Of course, I came up around music and fame, but this is still my first time experiencing it all. I'm still going through it like anybody else goes through it. But I'm still doing something I've never done before.
I'm realistic. Getting to everybody is not the goal here. The people you can affect in any way - that's who you want to get to.
I'm talking about the '60s really. People go interview these guys and ask them, "Do you still think music can change the world?" I mean, go talk to Graham Nash about that. What's he going to tell you? Ask David Crosby. These guys are still out there. They're playing their hits at Staples Center and those are really valuable songs. I'm talking about a couple of the guys who got knee-deep into really believing music had a great service beyond radio. I believe it did. And I think a lot of those songs are great.
I don't want to sing songs and write songs that need to have images behind them that are of a specific time. The times we live in today - I mean, there's a lot to work with. But I think that if I was my age in 1975 or 1985, I would have felt the same way because that's what I gravitate toward.
Artists are not going to put somebody new in the president's chair. It's all worth the effort; it all needs to be done. But I don't look at songwriting as having the ability to necessarily do that today.
I think that these are different times, and different things are available to artists, and certain things have become passé. You've already seen the outcome of a lot of things that seemed to have a lot of potential. We've already heard that, and I can't tell you if it made a difference or not. But we already know that artists can do that, and they shouldn't feel threatened by doing it. They're probably not going to change the world. They're going to change a few people's perspectives and maybe make somebody's day at times, if they can.
I'm allowing myself every opportunity, every tool that every other artist should allow themselves to use. If anybody expects me to not use certain language or certain words, like I have some kind of penalty restriction, it's completely unrealistic.
Folk music is not for a select group of people who feel that maybe he taught them about this music and that it belongs to them. It doesn't belong only to them. It belongs to everyone who's interested in the blueprints of good songwriting.
Bob Dylan led me to this kind of music - and it's his and ours. And it's nobody else's.
I do look at songwriting as a lot of work. I don't overintellectualize music as a special medium that only some people deserve to do. I think it's something you do if you put the work in.
I relate more to the descendants of Galileo Galilei and the Wright brothers than I do to anyone else you might mention. If you could name someone working today who I could relate to, I'd be both surprised and thrilled.
The songs I write should only be gauged by what other writers or peers are doing today. If the barometer for all songwriters was to match his body of work, then anyone you might mention alive or dead is a failure. But I've learned to not be too hung up on what's fair or not fair.
You have to have a work ethic and you have to be educated in what you're doing. You have to take it seriously. It doesn't mean that everything you do has to be serious. But you've got to have the tools.
There are certainly a lot of people - and I won't name names - who are getting by simply on expression. And I guess that's valuable in some sense. But songs are not better just because they're emotionally honest. To write a song well, you have to put some work into it and grind it out.
I always saw songwriting as the top of the heap. No matter what else you were going to do creatively-and there were a lot of choices-writing songs was king.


__PROBLEM DESCRIPTION__
Set down, character for character, everything in the records below from the line holding "Task: Click on the button: Settings" down to the line holding "What do you see at coordinates (583, 24)", and no other line.
[Opening RECORD SET section]
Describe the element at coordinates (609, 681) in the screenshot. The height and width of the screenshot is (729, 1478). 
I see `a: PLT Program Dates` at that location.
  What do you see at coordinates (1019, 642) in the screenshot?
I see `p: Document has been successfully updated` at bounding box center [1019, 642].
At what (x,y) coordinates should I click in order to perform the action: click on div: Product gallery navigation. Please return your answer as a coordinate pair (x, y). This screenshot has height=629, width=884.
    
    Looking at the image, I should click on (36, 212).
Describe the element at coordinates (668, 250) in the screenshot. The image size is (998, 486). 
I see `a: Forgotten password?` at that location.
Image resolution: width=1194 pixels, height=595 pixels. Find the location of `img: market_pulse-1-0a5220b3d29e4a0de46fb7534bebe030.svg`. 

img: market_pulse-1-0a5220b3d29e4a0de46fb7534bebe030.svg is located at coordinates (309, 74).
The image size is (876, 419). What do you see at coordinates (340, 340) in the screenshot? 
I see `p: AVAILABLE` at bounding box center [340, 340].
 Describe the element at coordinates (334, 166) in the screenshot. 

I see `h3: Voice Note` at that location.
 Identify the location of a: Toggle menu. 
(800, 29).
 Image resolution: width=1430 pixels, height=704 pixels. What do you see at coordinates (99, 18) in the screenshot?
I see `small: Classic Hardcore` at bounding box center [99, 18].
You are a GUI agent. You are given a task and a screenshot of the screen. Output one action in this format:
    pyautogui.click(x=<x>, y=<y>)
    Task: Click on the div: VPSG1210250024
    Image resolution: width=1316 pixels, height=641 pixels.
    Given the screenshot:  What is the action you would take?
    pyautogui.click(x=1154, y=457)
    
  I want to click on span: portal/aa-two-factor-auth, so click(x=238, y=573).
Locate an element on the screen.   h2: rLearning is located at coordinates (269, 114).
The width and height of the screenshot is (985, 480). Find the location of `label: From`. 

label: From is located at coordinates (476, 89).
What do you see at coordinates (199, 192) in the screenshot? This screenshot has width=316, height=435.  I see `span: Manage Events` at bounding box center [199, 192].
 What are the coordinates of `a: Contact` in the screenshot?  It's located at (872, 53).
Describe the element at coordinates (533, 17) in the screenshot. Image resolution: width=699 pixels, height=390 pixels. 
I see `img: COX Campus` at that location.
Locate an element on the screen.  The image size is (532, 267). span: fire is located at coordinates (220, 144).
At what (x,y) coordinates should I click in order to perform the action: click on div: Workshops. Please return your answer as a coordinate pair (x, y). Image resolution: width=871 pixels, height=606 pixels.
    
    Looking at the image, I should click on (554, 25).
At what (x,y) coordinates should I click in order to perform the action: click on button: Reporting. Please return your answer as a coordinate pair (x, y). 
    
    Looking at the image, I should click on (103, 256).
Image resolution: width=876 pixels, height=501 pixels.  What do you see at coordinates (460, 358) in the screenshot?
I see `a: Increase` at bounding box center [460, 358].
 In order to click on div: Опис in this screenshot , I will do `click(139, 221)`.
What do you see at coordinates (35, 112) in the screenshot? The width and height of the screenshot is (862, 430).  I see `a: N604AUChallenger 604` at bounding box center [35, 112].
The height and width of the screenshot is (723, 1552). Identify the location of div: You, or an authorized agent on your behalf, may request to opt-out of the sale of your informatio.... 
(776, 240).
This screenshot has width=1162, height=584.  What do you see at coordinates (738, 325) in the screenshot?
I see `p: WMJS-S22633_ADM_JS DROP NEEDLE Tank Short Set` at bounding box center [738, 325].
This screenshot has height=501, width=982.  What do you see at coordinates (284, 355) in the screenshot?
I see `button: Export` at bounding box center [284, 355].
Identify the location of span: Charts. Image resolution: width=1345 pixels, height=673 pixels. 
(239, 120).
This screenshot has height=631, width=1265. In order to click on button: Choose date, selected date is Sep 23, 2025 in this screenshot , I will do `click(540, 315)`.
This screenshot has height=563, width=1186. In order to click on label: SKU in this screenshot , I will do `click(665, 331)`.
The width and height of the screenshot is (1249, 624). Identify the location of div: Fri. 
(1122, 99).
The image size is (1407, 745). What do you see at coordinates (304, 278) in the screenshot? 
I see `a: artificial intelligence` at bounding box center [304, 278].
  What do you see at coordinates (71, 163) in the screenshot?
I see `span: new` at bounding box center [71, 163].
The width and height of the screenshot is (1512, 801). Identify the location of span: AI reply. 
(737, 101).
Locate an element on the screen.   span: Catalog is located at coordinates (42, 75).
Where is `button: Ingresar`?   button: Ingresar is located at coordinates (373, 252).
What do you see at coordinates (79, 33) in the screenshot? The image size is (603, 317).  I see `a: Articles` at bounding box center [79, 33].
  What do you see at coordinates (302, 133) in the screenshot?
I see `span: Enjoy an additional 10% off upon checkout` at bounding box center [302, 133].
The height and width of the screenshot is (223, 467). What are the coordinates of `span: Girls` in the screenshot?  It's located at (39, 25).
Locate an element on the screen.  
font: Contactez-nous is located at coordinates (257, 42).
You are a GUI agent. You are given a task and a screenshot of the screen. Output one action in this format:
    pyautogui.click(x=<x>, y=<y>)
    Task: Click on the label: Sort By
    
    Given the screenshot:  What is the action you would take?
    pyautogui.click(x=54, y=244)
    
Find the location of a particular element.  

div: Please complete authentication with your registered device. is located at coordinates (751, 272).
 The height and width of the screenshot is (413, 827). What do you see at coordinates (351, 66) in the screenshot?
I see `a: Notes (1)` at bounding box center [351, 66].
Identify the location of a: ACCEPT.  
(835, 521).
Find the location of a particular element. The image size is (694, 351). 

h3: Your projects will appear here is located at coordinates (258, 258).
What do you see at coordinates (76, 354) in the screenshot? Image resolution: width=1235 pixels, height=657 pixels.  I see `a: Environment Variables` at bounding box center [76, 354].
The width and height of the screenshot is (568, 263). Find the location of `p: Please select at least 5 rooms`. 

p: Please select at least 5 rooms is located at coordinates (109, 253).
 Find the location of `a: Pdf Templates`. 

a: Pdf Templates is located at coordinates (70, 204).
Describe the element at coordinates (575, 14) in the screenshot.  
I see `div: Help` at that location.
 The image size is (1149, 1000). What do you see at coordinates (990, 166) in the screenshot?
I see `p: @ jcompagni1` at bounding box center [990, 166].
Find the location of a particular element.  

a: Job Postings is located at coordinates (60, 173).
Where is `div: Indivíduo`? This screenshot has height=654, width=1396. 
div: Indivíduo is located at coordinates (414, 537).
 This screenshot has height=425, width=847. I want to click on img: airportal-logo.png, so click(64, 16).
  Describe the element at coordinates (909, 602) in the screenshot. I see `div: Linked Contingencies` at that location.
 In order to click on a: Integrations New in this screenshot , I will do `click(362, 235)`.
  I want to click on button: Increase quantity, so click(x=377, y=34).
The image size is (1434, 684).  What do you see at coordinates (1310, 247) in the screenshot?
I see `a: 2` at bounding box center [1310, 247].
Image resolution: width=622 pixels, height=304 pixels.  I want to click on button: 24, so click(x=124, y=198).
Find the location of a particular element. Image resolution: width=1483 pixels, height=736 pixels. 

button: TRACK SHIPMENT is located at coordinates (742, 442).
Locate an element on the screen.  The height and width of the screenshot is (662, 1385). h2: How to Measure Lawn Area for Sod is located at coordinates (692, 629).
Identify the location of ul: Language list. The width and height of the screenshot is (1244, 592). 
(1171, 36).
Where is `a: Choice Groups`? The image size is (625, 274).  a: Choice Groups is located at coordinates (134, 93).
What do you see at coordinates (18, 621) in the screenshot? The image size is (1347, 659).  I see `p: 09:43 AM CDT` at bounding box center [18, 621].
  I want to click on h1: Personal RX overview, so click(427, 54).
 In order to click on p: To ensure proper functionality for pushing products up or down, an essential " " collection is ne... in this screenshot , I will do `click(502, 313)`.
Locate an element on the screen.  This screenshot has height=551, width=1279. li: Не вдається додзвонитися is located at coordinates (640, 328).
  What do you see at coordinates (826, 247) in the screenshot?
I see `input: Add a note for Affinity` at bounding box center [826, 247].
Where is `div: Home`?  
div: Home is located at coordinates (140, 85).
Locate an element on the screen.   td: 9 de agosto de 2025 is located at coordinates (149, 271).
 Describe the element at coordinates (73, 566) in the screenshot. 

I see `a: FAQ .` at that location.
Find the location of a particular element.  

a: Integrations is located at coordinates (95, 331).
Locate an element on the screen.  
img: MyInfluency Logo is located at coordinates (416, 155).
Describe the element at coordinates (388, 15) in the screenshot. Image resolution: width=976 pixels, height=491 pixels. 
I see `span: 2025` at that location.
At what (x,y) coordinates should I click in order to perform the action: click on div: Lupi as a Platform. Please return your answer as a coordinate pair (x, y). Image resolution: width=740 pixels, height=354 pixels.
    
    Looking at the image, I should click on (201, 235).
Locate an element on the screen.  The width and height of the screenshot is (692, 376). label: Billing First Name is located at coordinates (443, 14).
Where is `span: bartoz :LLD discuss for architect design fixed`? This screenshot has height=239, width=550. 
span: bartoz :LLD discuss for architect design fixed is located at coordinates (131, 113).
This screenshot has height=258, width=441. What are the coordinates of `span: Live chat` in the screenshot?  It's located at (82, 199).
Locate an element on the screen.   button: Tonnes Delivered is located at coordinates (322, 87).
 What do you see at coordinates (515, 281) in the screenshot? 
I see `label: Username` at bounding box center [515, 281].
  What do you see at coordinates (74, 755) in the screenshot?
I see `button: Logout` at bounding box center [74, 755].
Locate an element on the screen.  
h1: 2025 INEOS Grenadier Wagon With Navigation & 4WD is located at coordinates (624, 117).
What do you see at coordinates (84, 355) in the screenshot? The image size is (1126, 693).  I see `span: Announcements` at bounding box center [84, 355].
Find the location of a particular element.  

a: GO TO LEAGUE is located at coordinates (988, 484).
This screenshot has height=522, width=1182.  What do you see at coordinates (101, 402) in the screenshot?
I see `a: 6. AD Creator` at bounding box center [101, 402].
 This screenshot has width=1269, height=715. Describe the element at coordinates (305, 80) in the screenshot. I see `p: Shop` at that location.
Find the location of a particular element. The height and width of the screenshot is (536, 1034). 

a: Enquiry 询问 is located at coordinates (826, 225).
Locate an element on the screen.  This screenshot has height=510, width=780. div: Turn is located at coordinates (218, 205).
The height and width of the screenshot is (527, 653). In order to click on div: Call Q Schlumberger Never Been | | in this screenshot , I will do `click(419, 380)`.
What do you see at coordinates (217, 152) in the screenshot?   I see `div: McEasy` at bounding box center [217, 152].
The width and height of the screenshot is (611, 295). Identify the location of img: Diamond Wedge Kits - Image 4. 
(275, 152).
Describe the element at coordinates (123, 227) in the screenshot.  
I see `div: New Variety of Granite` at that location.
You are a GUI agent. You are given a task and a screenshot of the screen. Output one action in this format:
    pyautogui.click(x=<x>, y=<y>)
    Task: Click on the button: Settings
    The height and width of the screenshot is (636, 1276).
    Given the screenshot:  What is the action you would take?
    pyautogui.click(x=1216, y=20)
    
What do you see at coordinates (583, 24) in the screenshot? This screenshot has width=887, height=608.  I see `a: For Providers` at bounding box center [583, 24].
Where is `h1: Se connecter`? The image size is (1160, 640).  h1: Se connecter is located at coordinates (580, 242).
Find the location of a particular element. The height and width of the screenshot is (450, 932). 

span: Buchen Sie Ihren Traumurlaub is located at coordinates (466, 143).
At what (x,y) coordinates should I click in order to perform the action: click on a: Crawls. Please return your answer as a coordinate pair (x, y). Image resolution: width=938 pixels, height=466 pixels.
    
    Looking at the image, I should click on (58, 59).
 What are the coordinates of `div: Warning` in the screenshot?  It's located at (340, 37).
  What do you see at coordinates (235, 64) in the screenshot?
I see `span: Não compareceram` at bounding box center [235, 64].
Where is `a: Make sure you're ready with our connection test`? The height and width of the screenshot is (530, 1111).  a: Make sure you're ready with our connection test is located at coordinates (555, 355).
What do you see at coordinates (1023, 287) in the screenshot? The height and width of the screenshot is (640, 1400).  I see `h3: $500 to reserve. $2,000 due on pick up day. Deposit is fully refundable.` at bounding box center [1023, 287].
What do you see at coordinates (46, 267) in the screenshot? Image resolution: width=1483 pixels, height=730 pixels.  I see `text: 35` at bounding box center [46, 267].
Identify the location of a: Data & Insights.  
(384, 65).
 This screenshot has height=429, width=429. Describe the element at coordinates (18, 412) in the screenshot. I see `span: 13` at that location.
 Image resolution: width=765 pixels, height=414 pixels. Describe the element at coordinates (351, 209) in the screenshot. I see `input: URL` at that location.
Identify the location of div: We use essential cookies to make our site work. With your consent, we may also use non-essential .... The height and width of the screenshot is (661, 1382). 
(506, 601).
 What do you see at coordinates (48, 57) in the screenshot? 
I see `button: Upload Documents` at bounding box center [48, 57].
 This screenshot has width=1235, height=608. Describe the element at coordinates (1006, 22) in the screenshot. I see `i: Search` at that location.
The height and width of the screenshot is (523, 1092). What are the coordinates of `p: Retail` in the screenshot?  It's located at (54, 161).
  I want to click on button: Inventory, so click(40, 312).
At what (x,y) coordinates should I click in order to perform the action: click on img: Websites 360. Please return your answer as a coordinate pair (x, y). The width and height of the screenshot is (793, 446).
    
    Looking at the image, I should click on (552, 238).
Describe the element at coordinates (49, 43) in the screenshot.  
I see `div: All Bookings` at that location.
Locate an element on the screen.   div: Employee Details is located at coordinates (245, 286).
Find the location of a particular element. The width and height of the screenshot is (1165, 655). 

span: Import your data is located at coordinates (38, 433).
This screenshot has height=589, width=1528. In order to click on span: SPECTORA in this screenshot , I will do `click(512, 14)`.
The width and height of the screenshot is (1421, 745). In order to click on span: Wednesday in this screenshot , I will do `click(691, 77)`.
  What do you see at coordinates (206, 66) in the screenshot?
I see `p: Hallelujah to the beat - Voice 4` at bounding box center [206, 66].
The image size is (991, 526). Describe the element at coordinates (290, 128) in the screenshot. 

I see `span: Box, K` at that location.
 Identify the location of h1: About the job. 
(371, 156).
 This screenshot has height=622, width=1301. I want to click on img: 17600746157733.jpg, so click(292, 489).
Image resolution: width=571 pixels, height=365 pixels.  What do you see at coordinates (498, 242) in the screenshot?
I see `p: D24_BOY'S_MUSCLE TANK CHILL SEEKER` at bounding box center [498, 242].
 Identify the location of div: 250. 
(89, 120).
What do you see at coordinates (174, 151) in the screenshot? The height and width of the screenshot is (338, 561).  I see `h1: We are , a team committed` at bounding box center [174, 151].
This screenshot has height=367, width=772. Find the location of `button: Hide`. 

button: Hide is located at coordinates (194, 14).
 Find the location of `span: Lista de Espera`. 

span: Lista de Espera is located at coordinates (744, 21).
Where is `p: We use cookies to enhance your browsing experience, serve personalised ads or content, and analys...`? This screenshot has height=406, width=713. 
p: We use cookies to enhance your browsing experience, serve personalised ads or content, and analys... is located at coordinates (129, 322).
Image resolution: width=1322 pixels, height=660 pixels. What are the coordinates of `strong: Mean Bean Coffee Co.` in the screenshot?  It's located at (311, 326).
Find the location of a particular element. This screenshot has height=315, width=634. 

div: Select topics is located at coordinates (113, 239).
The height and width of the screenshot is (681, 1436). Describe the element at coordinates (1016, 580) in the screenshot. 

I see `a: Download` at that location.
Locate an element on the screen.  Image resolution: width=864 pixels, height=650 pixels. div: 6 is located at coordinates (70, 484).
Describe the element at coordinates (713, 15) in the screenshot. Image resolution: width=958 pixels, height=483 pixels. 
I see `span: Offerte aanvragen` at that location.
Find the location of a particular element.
[Closing RECORD SET section]
__EXPECTED ANSWER__
    Task: Click on the button: Settings
    The height and width of the screenshot is (636, 1276).
    Given the screenshot:  What is the action you would take?
    pyautogui.click(x=1216, y=20)
    
What do you see at coordinates (583, 24) in the screenshot? This screenshot has width=887, height=608.  I see `a: For Providers` at bounding box center [583, 24].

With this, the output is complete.